Wednesday, March 08, 2006

(55) Pancho Sanza (plus Spanish and the selection of a horse)

V
On the evening of March 11th 1990 I dined with Grandmasters Glenn Flear and Juan Bellon at the Regency Hotel in Bahrain. Bellon is Spanish and I began chatting with him about Cervantes’ classic novel Don Quixote.

"Do you remember the name of Don Quixote’s horse?", he asked me.

I struggled to recall it. "Rosci... ?"

"Roscinante!", he completed it for me. Then he asked if I remembered the name of his assistant.

Flear replied "Pancho Sanza, or something like that."

I laughed and said "No. Sancho Panza."

At 5:30 a.m. on March 13th 1990 I tuned in at a scene from a film showing on the hotel’s video channel. A man and a woman had been taken prisoner by some Spanish-speaking bandits. The girl was challenging the bandit leader to a horse race, saying that if she were to win then she and her companion ought to be let free.
The leader responds by ordering (in Spanish) one of his men to select a horse for the girl. She then proceeds to win the race.
In the next scene she and her companion are alone together and she asks him what he is doing with his life. He responds that he is a knight making his way through life.

"Let me be your Don Quixote", he says.
She replies "And I will be your Pancho Sanza."

He then tells her that the name of Don Quixote’s squire was actually Sancho Panza. All the same, she goes on to take the name of Pancho, pronouncing it "Poncho", throughout the rest of the film.

I subsequently discovered that the film was Pancho Barnes, and had not been broadcast on the hotel’s video channel prior to that.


#### Task item:
From the data below, copy each line that includes the word "relationship".

Dataset rows about figures:

#####

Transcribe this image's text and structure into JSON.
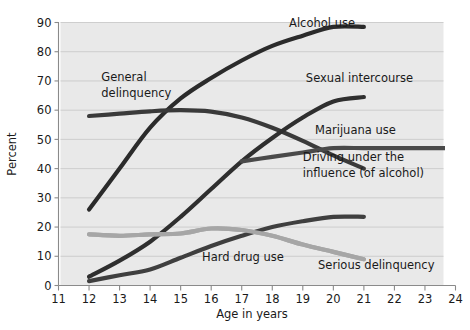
{
  "chart_data": {
    "type": "line",
    "title": "",
    "xlabel": "Age in years",
    "ylabel": "Percent",
    "xlim": [
      11,
      24
    ],
    "ylim": [
      0,
      90
    ],
    "grid": true,
    "legend_position": "inline-annotations",
    "xticks": [
      "11",
      "12",
      "13",
      "14",
      "15",
      "16",
      "17",
      "18",
      "19",
      "20",
      "21",
      "22",
      "23",
      "24"
    ],
    "yticks": [
      "0",
      "10",
      "20",
      "30",
      "40",
      "50",
      "60",
      "70",
      "80",
      "90"
    ],
    "plot_background": "#e9e9e9",
    "series": [
      {
        "name": "Alcohol use",
        "color": "#2b2b2b",
        "width": 4.2,
        "label_x": 18.6,
        "label_y": 88.0,
        "x": [
          12,
          13,
          14,
          15,
          16,
          17,
          18,
          19,
          20,
          21
        ],
        "values": [
          26,
          40,
          54,
          64,
          71,
          77,
          82,
          85.5,
          88.5,
          88.5
        ]
      },
      {
        "name": "General delinquency",
        "color": "#3a3a3a",
        "width": 4.2,
        "label_x": 12.45,
        "label_y": 69.5,
        "x": [
          12,
          13,
          14,
          15,
          16,
          17,
          18,
          19,
          20,
          21
        ],
        "values": [
          58,
          58.8,
          59.6,
          60,
          59.5,
          57.5,
          54,
          49.5,
          44.5,
          40
        ]
      },
      {
        "name": "Sexual intercourse",
        "color": "#2f2f2f",
        "width": 4.2,
        "label_x": 19.3,
        "label_y": 68.5,
        "x": [
          12,
          13,
          14,
          15,
          16,
          17,
          18,
          19,
          20,
          21
        ],
        "values": [
          3,
          8.5,
          15,
          23.5,
          33,
          42.5,
          50.5,
          57.5,
          63,
          64.5
        ]
      },
      {
        "name": "Marijuana use",
        "color": "#a6a6a6",
        "width": 4.2,
        "label_x": 19.4,
        "label_y": 52.5,
        "x": [
          12,
          13,
          14,
          15,
          16,
          17,
          18,
          19,
          20,
          21
        ],
        "values": [
          17.5,
          17,
          17.5,
          17.8,
          19.5,
          19,
          17,
          14,
          11.5,
          9
        ]
      },
      {
        "name": "Driving under the influence (of alcohol)",
        "color": "#4a4a4a",
        "width": 4.2,
        "label_x": 19.1,
        "label_y": 42.0,
        "label_line2_y": 37.5,
        "x": [
          17,
          18,
          19,
          20,
          21,
          22,
          23,
          24
        ],
        "values": [
          42.5,
          44,
          45.5,
          47,
          47,
          47,
          47,
          47
        ]
      },
      {
        "name": "Hard drug use",
        "color": "#3f3f3f",
        "width": 4.2,
        "label_x": 16.0,
        "label_y": 9.0,
        "x": [
          12,
          13,
          14,
          15,
          16,
          17,
          18,
          19,
          20,
          21
        ],
        "values": [
          1.5,
          3.5,
          5.5,
          9.5,
          13.5,
          17,
          20,
          22,
          23.5,
          23.5
        ]
      },
      {
        "name": "Serious delinquency",
        "color": "#a6a6a6",
        "width": 4.2,
        "label_x": 19.6,
        "label_y": 6.0,
        "x": [
          12,
          13,
          14,
          15,
          16,
          17,
          18,
          19,
          20,
          21
        ],
        "values": [
          17.5,
          17,
          17.5,
          17.8,
          19.5,
          19,
          17,
          14,
          11.5,
          9
        ]
      }
    ],
    "annotations": [
      {
        "text": "Alcohol use",
        "x": 18.55,
        "y": 88.5
      },
      {
        "text": "General",
        "x": 12.4,
        "y": 70.0
      },
      {
        "text": "delinquency",
        "x": 12.4,
        "y": 64.5
      },
      {
        "text": "Sexual intercourse",
        "x": 19.1,
        "y": 69.5
      },
      {
        "text": "Marijuana use",
        "x": 19.4,
        "y": 52.0
      },
      {
        "text": "Driving under the",
        "x": 19.0,
        "y": 42.5
      },
      {
        "text": "influence (of alcohol)",
        "x": 19.0,
        "y": 37.0
      },
      {
        "text": "Hard drug use",
        "x": 15.7,
        "y": 8.5
      },
      {
        "text": "Serious delinquency",
        "x": 19.5,
        "y": 5.5
      }
    ]
  }
}
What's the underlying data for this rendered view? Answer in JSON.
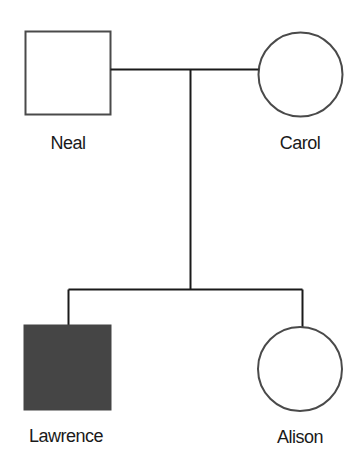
{
  "diagram": {
    "type": "pedigree",
    "colors": {
      "line": "#1a1a1a",
      "outline": "#4a4a4a",
      "affected_fill": "#454545",
      "unaffected_fill": "#ffffff",
      "label": "#1a1a1a"
    },
    "generations": [
      {
        "generation": 1,
        "individuals": [
          {
            "name": "Neal",
            "sex": "male",
            "shape": "square",
            "affected": false
          },
          {
            "name": "Carol",
            "sex": "female",
            "shape": "circle",
            "affected": false
          }
        ],
        "relationship": "mating"
      },
      {
        "generation": 2,
        "individuals": [
          {
            "name": "Lawrence",
            "sex": "male",
            "shape": "square",
            "affected": true
          },
          {
            "name": "Alison",
            "sex": "female",
            "shape": "circle",
            "affected": false
          }
        ],
        "relationship": "siblings"
      }
    ]
  },
  "labels": {
    "neal": "Neal",
    "carol": "Carol",
    "lawrence": "Lawrence",
    "alison": "Alison"
  }
}
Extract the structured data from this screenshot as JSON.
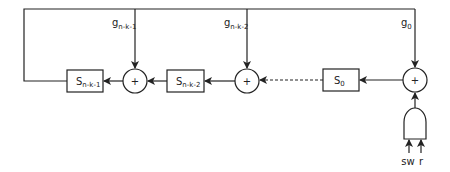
{
  "diagram": {
    "registers": [
      {
        "main": "S",
        "sub": "n-k-1"
      },
      {
        "main": "S",
        "sub": "n-k-2"
      },
      {
        "main": "S",
        "sub": "0"
      }
    ],
    "taps": [
      {
        "main": "g",
        "sub": "n-k-1"
      },
      {
        "main": "g",
        "sub": "n-k-2"
      },
      {
        "main": "g",
        "sub": "0"
      }
    ],
    "adder_symbol": "+",
    "gate_inputs": [
      "sw",
      "r"
    ]
  }
}
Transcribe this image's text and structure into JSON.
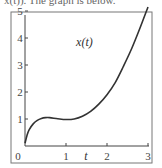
{
  "caption_fragment": "x(t)). The graph is below.",
  "chart_data": {
    "type": "line",
    "title": "",
    "xlabel": "t",
    "ylabel": "",
    "xlim": [
      0,
      3
    ],
    "ylim": [
      0,
      5.3
    ],
    "grid": false,
    "legend": null,
    "annotations": [
      {
        "text": "x(t)",
        "x": 1.45,
        "y": 3.7
      }
    ],
    "x_ticks": [
      0,
      1,
      2,
      3
    ],
    "y_ticks": [
      0,
      1,
      2,
      3,
      4,
      5
    ],
    "x_tick_labels": [
      "0",
      "1",
      "2",
      "3"
    ],
    "y_tick_labels": [
      "0",
      "1",
      "2",
      "3",
      "4",
      "5"
    ],
    "series": [
      {
        "name": "x(t)",
        "color": "#333333",
        "x": [
          0,
          0.05,
          0.1,
          0.2,
          0.3,
          0.4,
          0.5,
          0.6,
          0.8,
          1.0,
          1.2,
          1.4,
          1.6,
          1.8,
          2.0,
          2.2,
          2.4,
          2.6,
          2.8,
          3.0
        ],
        "y": [
          0.1,
          0.4,
          0.6,
          0.82,
          0.95,
          1.02,
          1.05,
          1.05,
          1.01,
          0.98,
          1.0,
          1.1,
          1.28,
          1.55,
          1.9,
          2.35,
          2.95,
          3.6,
          4.35,
          5.15
        ]
      }
    ]
  }
}
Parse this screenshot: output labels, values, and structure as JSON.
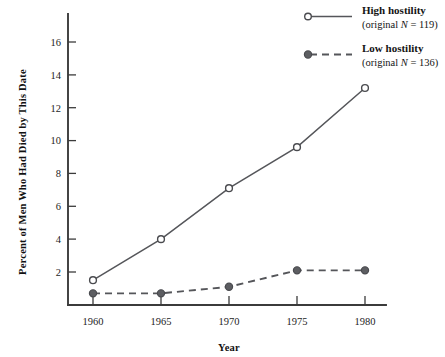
{
  "chart_data": {
    "type": "line",
    "title": "",
    "xlabel": "Year",
    "ylabel": "Percent of Men Who Had Died by This Date",
    "x": [
      1960,
      1965,
      1970,
      1975,
      1980
    ],
    "categories": [
      "1960",
      "1965",
      "1970",
      "1975",
      "1980"
    ],
    "xlim": [
      1958,
      1982
    ],
    "ylim": [
      0,
      17.2
    ],
    "yticks": [
      2,
      4,
      6,
      8,
      10,
      12,
      14,
      16
    ],
    "ytick_labels": [
      "2",
      "4",
      "6",
      "8",
      "10",
      "12",
      "14",
      "16"
    ],
    "xtick_labels": [
      "1960",
      "1965",
      "1970",
      "1975",
      "1980"
    ],
    "grid": false,
    "legend_position": "top-right",
    "series": [
      {
        "name": "High hostility",
        "sub_label": "(original N = 119)",
        "n": 119,
        "marker": "open-circle",
        "line_style": "solid",
        "color": "#55565a",
        "values": [
          1.5,
          4.0,
          7.1,
          9.6,
          13.2
        ]
      },
      {
        "name": "Low hostility",
        "sub_label": "(original N = 136)",
        "n": 136,
        "marker": "filled-circle",
        "line_style": "dashed",
        "color": "#55565a",
        "values": [
          0.7,
          0.7,
          1.1,
          2.1,
          2.1
        ]
      }
    ]
  },
  "legend": {
    "entries": [
      {
        "label": "High hostility",
        "sub_prefix": "(original ",
        "sub_italic": "N",
        "sub_suffix": " = 119)"
      },
      {
        "label": "Low hostility",
        "sub_prefix": "(original ",
        "sub_italic": "N",
        "sub_suffix": " = 136)"
      }
    ]
  }
}
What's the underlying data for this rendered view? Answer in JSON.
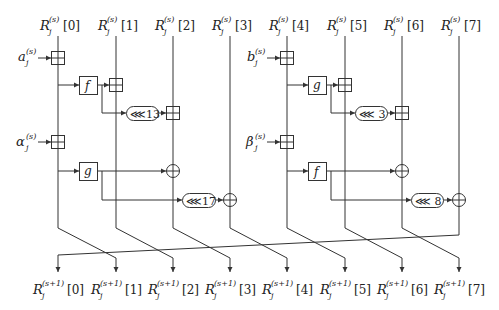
{
  "diagram": {
    "title": "",
    "columns": [
      {
        "index": 0,
        "x": 58,
        "top": "R_j^{(s)}[0]",
        "bottom": "R_j^{(s+1)}[0]"
      },
      {
        "index": 1,
        "x": 116,
        "top": "R_j^{(s)}[1]",
        "bottom": "R_j^{(s+1)}[1]"
      },
      {
        "index": 2,
        "x": 173,
        "top": "R_j^{(s)}[2]",
        "bottom": "R_j^{(s+1)}[2]"
      },
      {
        "index": 3,
        "x": 230,
        "top": "R_j^{(s)}[3]",
        "bottom": "R_j^{(s+1)}[3]"
      },
      {
        "index": 4,
        "x": 287,
        "top": "R_j^{(s)}[4]",
        "bottom": "R_j^{(s+1)}[4]"
      },
      {
        "index": 5,
        "x": 345,
        "top": "R_j^{(s)}[5]",
        "bottom": "R_j^{(s+1)}[5]"
      },
      {
        "index": 6,
        "x": 402,
        "top": "R_j^{(s)}[6]",
        "bottom": "R_j^{(s+1)}[6]"
      },
      {
        "index": 7,
        "x": 459,
        "top": "R_j^{(s)}[7]",
        "bottom": "R_j^{(s+1)}[7]"
      }
    ],
    "top_labels": {
      "base": "R",
      "sub": "j",
      "sup": "(s)",
      "idx": [
        "[0]",
        "[1]",
        "[2]",
        "[3]",
        "[4]",
        "[5]",
        "[6]",
        "[7]"
      ]
    },
    "bottom_labels": {
      "base": "R",
      "sub": "j",
      "sup": "(s+1)",
      "idx": [
        "[0]",
        "[1]",
        "[2]",
        "[3]",
        "[4]",
        "[5]",
        "[6]",
        "[7]"
      ]
    },
    "inputs": [
      {
        "name": "a",
        "sub": "j",
        "sup": "(s)",
        "target_column": 0
      },
      {
        "name": "α",
        "sub": "j",
        "sup": "(s)",
        "target_column": 0
      },
      {
        "name": "b",
        "sub": "j",
        "sup": "(s)",
        "target_column": 4
      },
      {
        "name": "β",
        "sub": "j",
        "sup": "(s)",
        "target_column": 4
      }
    ],
    "functions": {
      "left_upper": "f",
      "left_lower": "g",
      "right_upper": "g",
      "right_lower": "f"
    },
    "rotations": {
      "left_upper": "⋘13",
      "left_lower": "⋘17",
      "right_upper": "⋘ 3",
      "right_lower": "⋘ 8"
    },
    "operators": {
      "modular_add": "⊞",
      "xor": "⊕"
    },
    "permutation": "columns shift right by one; column 7 wraps to column 0"
  }
}
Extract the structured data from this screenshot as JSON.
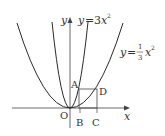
{
  "diagram": {
    "curves": [
      {
        "name": "steep-parabola",
        "equation_prefix": "y",
        "equals": "=",
        "coef": "3",
        "var": "x",
        "exp": "2"
      },
      {
        "name": "wide-parabola",
        "equation_prefix": "y",
        "equals": "=",
        "frac_num": "1",
        "frac_den": "3",
        "var": "x",
        "exp": "2"
      }
    ],
    "axes": {
      "x_label": "x",
      "y_label": "y",
      "origin_label": "O"
    },
    "points": {
      "A": "A",
      "B": "B",
      "C": "C",
      "D": "D"
    },
    "colors": {
      "stroke": "#2a2a2a",
      "text": "#333333"
    }
  }
}
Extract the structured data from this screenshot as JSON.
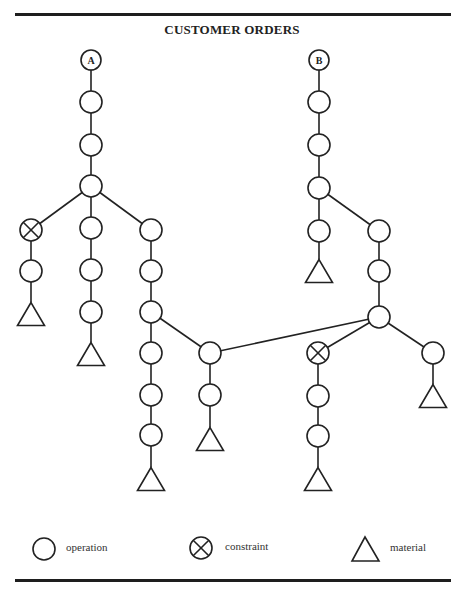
{
  "title": "CUSTOMER ORDERS",
  "colors": {
    "stroke": "#222222",
    "background": "#ffffff"
  },
  "roots": [
    {
      "id": "A",
      "label": "A"
    },
    {
      "id": "B",
      "label": "B"
    }
  ],
  "legend": {
    "operation": {
      "label": "operation",
      "icon": "circle-icon"
    },
    "constraint": {
      "label": "constraint",
      "icon": "circle-x-icon"
    },
    "material": {
      "label": "material",
      "icon": "triangle-icon"
    }
  },
  "nodes": [
    {
      "id": "A",
      "type": "root",
      "label": "A",
      "x": 91,
      "y": 60
    },
    {
      "id": "a1",
      "type": "operation",
      "x": 91,
      "y": 102
    },
    {
      "id": "a2",
      "type": "operation",
      "x": 91,
      "y": 145
    },
    {
      "id": "a3",
      "type": "operation",
      "x": 91,
      "y": 186
    },
    {
      "id": "aL1",
      "type": "constraint",
      "x": 31,
      "y": 230
    },
    {
      "id": "aL2",
      "type": "operation",
      "x": 31,
      "y": 271
    },
    {
      "id": "aL3",
      "type": "material",
      "x": 31,
      "y": 314
    },
    {
      "id": "aM1",
      "type": "operation",
      "x": 91,
      "y": 228
    },
    {
      "id": "aM2",
      "type": "operation",
      "x": 91,
      "y": 270
    },
    {
      "id": "aM3",
      "type": "operation",
      "x": 91,
      "y": 312
    },
    {
      "id": "aM4",
      "type": "material",
      "x": 91,
      "y": 354
    },
    {
      "id": "aR1",
      "type": "operation",
      "x": 151,
      "y": 230
    },
    {
      "id": "aR2",
      "type": "operation",
      "x": 151,
      "y": 271
    },
    {
      "id": "aR3",
      "type": "operation",
      "x": 151,
      "y": 312
    },
    {
      "id": "aR4",
      "type": "operation",
      "x": 151,
      "y": 353
    },
    {
      "id": "aR5",
      "type": "operation",
      "x": 151,
      "y": 395
    },
    {
      "id": "aR6",
      "type": "operation",
      "x": 151,
      "y": 435
    },
    {
      "id": "aR7",
      "type": "material",
      "x": 151,
      "y": 479
    },
    {
      "id": "m1",
      "type": "operation",
      "x": 210,
      "y": 353
    },
    {
      "id": "m2",
      "type": "operation",
      "x": 210,
      "y": 395
    },
    {
      "id": "m3",
      "type": "material",
      "x": 210,
      "y": 439
    },
    {
      "id": "B",
      "type": "root",
      "label": "B",
      "x": 319,
      "y": 60
    },
    {
      "id": "b1",
      "type": "operation",
      "x": 319,
      "y": 102
    },
    {
      "id": "b2",
      "type": "operation",
      "x": 319,
      "y": 145
    },
    {
      "id": "b3",
      "type": "operation",
      "x": 319,
      "y": 188
    },
    {
      "id": "bL1",
      "type": "operation",
      "x": 319,
      "y": 231
    },
    {
      "id": "bL2",
      "type": "material",
      "x": 319,
      "y": 271
    },
    {
      "id": "bR1",
      "type": "operation",
      "x": 379,
      "y": 231
    },
    {
      "id": "bR2",
      "type": "operation",
      "x": 379,
      "y": 271
    },
    {
      "id": "bR3",
      "type": "operation",
      "x": 379,
      "y": 317
    },
    {
      "id": "bC1",
      "type": "constraint",
      "x": 318,
      "y": 353
    },
    {
      "id": "bC2",
      "type": "operation",
      "x": 318,
      "y": 396
    },
    {
      "id": "bC3",
      "type": "operation",
      "x": 318,
      "y": 436
    },
    {
      "id": "bC4",
      "type": "material",
      "x": 318,
      "y": 479
    },
    {
      "id": "bF1",
      "type": "operation",
      "x": 433,
      "y": 353
    },
    {
      "id": "bF2",
      "type": "material",
      "x": 433,
      "y": 396
    }
  ],
  "edges": [
    [
      "A",
      "a1"
    ],
    [
      "a1",
      "a2"
    ],
    [
      "a2",
      "a3"
    ],
    [
      "a3",
      "aL1"
    ],
    [
      "aL1",
      "aL2"
    ],
    [
      "aL2",
      "aL3"
    ],
    [
      "a3",
      "aM1"
    ],
    [
      "aM1",
      "aM2"
    ],
    [
      "aM2",
      "aM3"
    ],
    [
      "aM3",
      "aM4"
    ],
    [
      "a3",
      "aR1"
    ],
    [
      "aR1",
      "aR2"
    ],
    [
      "aR2",
      "aR3"
    ],
    [
      "aR3",
      "aR4"
    ],
    [
      "aR4",
      "aR5"
    ],
    [
      "aR5",
      "aR6"
    ],
    [
      "aR6",
      "aR7"
    ],
    [
      "aR3",
      "m1"
    ],
    [
      "m1",
      "m2"
    ],
    [
      "m2",
      "m3"
    ],
    [
      "bR3",
      "m1"
    ],
    [
      "B",
      "b1"
    ],
    [
      "b1",
      "b2"
    ],
    [
      "b2",
      "b3"
    ],
    [
      "b3",
      "bL1"
    ],
    [
      "bL1",
      "bL2"
    ],
    [
      "b3",
      "bR1"
    ],
    [
      "bR1",
      "bR2"
    ],
    [
      "bR2",
      "bR3"
    ],
    [
      "bR3",
      "bC1"
    ],
    [
      "bC1",
      "bC2"
    ],
    [
      "bC2",
      "bC3"
    ],
    [
      "bC3",
      "bC4"
    ],
    [
      "bR3",
      "bF1"
    ],
    [
      "bF1",
      "bF2"
    ]
  ]
}
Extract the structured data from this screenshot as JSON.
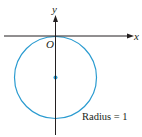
{
  "diagram": {
    "axes": {
      "x_label": "x",
      "y_label": "y",
      "origin_label": "O"
    },
    "circle": {
      "center": [
        0,
        -1
      ],
      "radius": 1,
      "color": "#2a9bd0"
    },
    "annotation": "Radius = 1",
    "axis_color": "#231f20"
  }
}
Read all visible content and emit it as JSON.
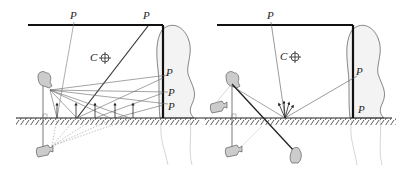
{
  "diagram": {
    "panels": [
      {
        "id": "left",
        "labels": {
          "p_top_1": "P",
          "p_top_2": "P",
          "p_wall_1": "P",
          "p_wall_2": "P",
          "p_wall_3": "P",
          "center": "C"
        }
      },
      {
        "id": "right",
        "labels": {
          "p_top": "P",
          "p_wall": "P",
          "p_corner": "P",
          "center": "C"
        }
      }
    ],
    "colors": {
      "stroke": "#222222",
      "wall": "#111111",
      "ray": "#666666",
      "faint": "#bbbbbb",
      "camera_fill": "#cccccc",
      "figure_fill": "#f3f3f3"
    }
  }
}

#####

#### Problem solution:
        "relationship": "mating"
        "relationship": "siblings"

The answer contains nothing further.